Northern Rock: One year later
By Ian Dunt
It’s been one year since the government announced its plan to nationalise Northern Rock and the British political landscape is now unrecognisable from what came before.
To read analysis of bank nationalisation click here.
To see a timeline of the financial crisis since the nationalisation click here.
Alistair Darling announced the decision last year, with emergency legislation introduced to parliament the following day, after the markets had opened.
At 00:01 GMT on February 22, 2008 the bank was taken into state ownership, with neither of the final two unsuccessful bids to take it over – from Virgin and an in-house management team – deemed able to offer the taxpayer value. Both were criticised for leaving the government with all the risk and the private sector with all the profits.
The decision to nationalise followed liquidity support from the government, itself a reaction to the run on the bank prompted by media reports of its imminent collapse.
The bank is now managed ‘at arms length’ through UK Financial Investment Ltd.
The Novocastrian lender’s plans to repay government debt within four years appeared firmly on-track, with repayments currently ahead of target, partly as a result of staff reduction.

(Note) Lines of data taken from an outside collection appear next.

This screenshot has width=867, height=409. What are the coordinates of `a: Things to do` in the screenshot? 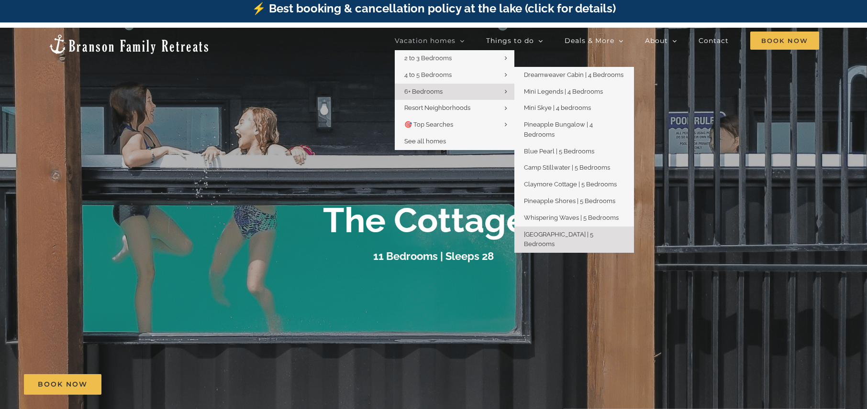 It's located at (514, 41).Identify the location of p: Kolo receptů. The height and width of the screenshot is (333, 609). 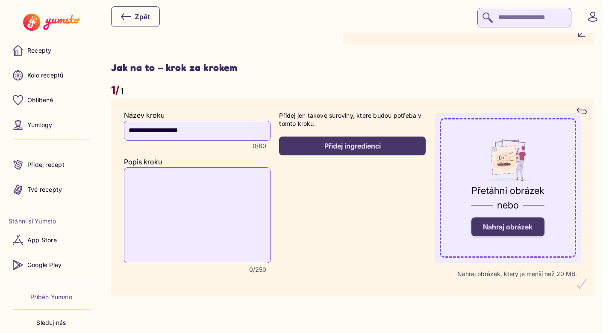
(45, 75).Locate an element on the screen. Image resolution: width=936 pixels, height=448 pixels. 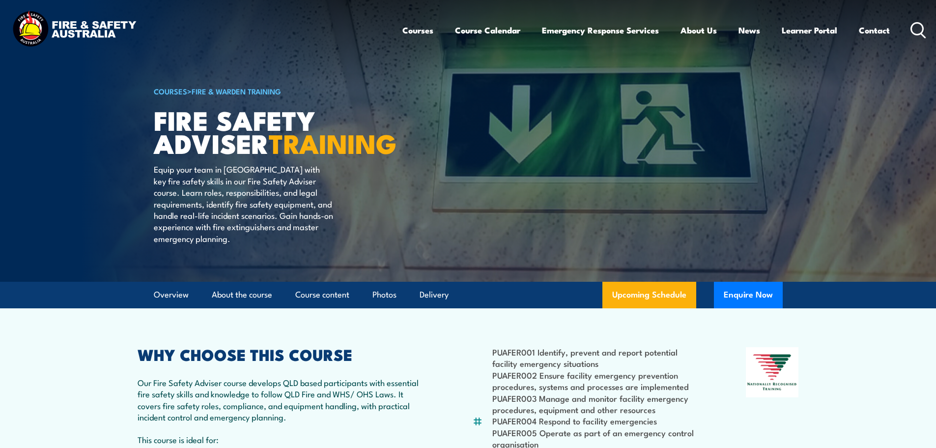
a: Contact is located at coordinates (874, 30).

Some analysts say that set of priorities is unhelpful, however, with claims that loan repayments are sucking up billions of pounds out mortgage the market just when wholesale funding has already dried up.

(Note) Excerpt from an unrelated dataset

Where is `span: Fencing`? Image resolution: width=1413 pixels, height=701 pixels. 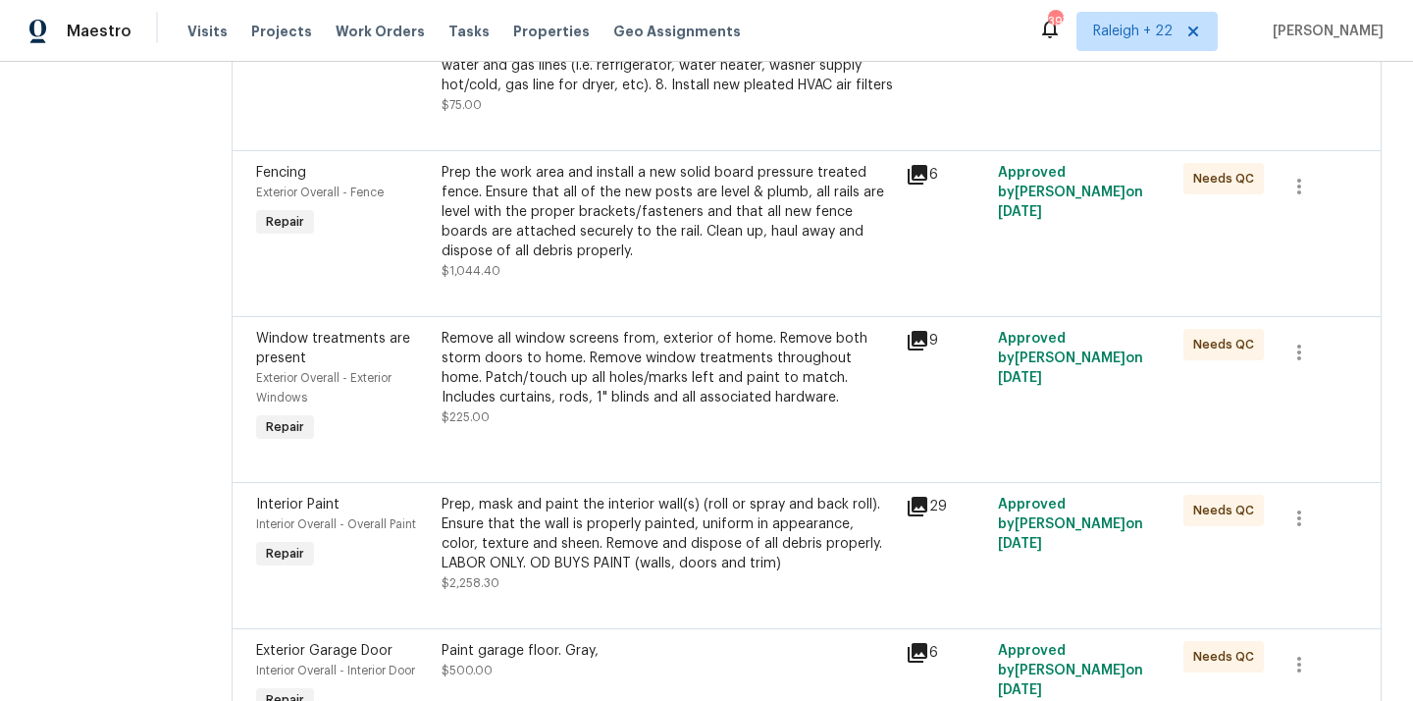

However, the chancellor has now slowed that down, arguing it makes little sense to send borrowers away from Northern Rock with the UK mortgage market so drained.
Some 40 per cent of mortgage lending before the crisis came from outside the UK – and with Icelandic, Irish and US lenders disappearing, the Rock found itself with a new role.
And there are signs of increased public confidence, with a small surge in the number of new accounts being opened. The perception of a government safeguard against failure invariably helped with this – especially as Icelandic banks tumbled.
But Northern Rock was only the beginning of a failure which ended up taking half of Britain’s banking sector with it.
The government now has a stake in four banks – Northern Rock, the combined HBOS and Lloyds TSB group, Bradford & Bingley, and Royal Bank of Scotland. It is a situation analysts would have considered impossible just twelve months ago.
Now, with the public clamour against bonuses and executive pay getting louder by the day, and banks refusing to heed government calls for them to lend more, full-scale nationalisation of most of Britain’s banking sector is a distinct possibility.